WordMusic
Amiri Baraka Henry Grimes
A dialogical meeting of Baraka’s radical poetry and Grimes’ free jazz syncopation.
Arika have been creating events since 2001. The Archive is space to share the documentation of our work, over 600 events from the past 20 years. Browse the archive by event, artists and collections, explore using theme pairs, or use the index for a comprehensive overview.
A dialogical meeting of Baraka’s radical poetry and Grimes’ free jazz syncopation.
Laser beam sine tones used to draw delicate, abstract patterns by vibrating charcoal, placed atop of a great strip of paper running through the gallery; beautiful, fragile sound-created autonomous drawing.
John Butcher plays and manipulates a feeding back saxophone. Benedict Drew on electronics, broken cables and standing waves.
An contradictory guitarist, he’s equally at home in slow, halting acoustic improvisation or piercing minimal examinations of electric guitar.
Daniel Carter & Sabir Mateen’s trio with percussionist Andrew Barker; incessantly driving forward through sweat-drenched bursts of pure ecstatic freedom.
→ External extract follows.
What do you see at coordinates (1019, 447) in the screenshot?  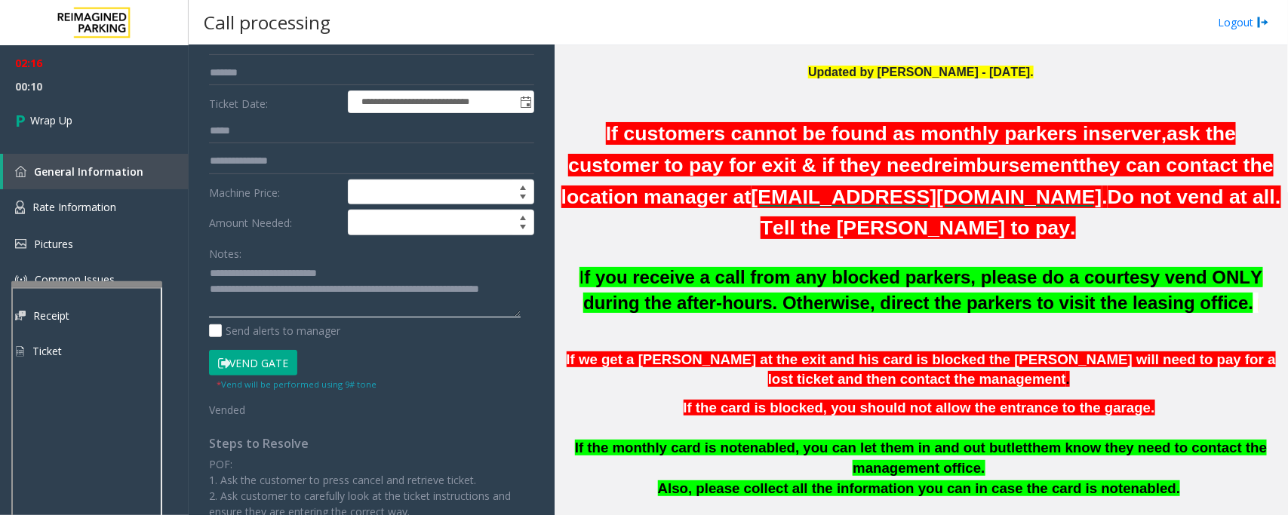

A performance for projectionist, musicians and audience, which plays with references to Oscar Levant and Gershwin: apparently a series of small doses of chaos.
Power-electronic klutz behaviour indecipherable blasphemies, cuts, bruises and broken microphones by Kovorox Sound head-honcho Lea Cummings.
Three speakers play back pre-recorded sounds, Marc listens and responds: “What is played is the imperfect witness of what I listen to (or maybe better, how I listen).”
What happens when you are engaged in a deep and extended artistic practice that intersects between literature and music, notation and improvisation, sight and sound?
Glasgow based artist Defaalt invites the audience to collaborate fully in his performance by means of a generative graphical interface.
Work for cello, percussion, contra bassoon and cherbulum commissioned for Instal in collaboration with Paragon
Ten short intimate one-on-one conversations with Robert Softley Gale – We all want to see ourselves reflected in the world around us—in society, in art, in culture… in porn?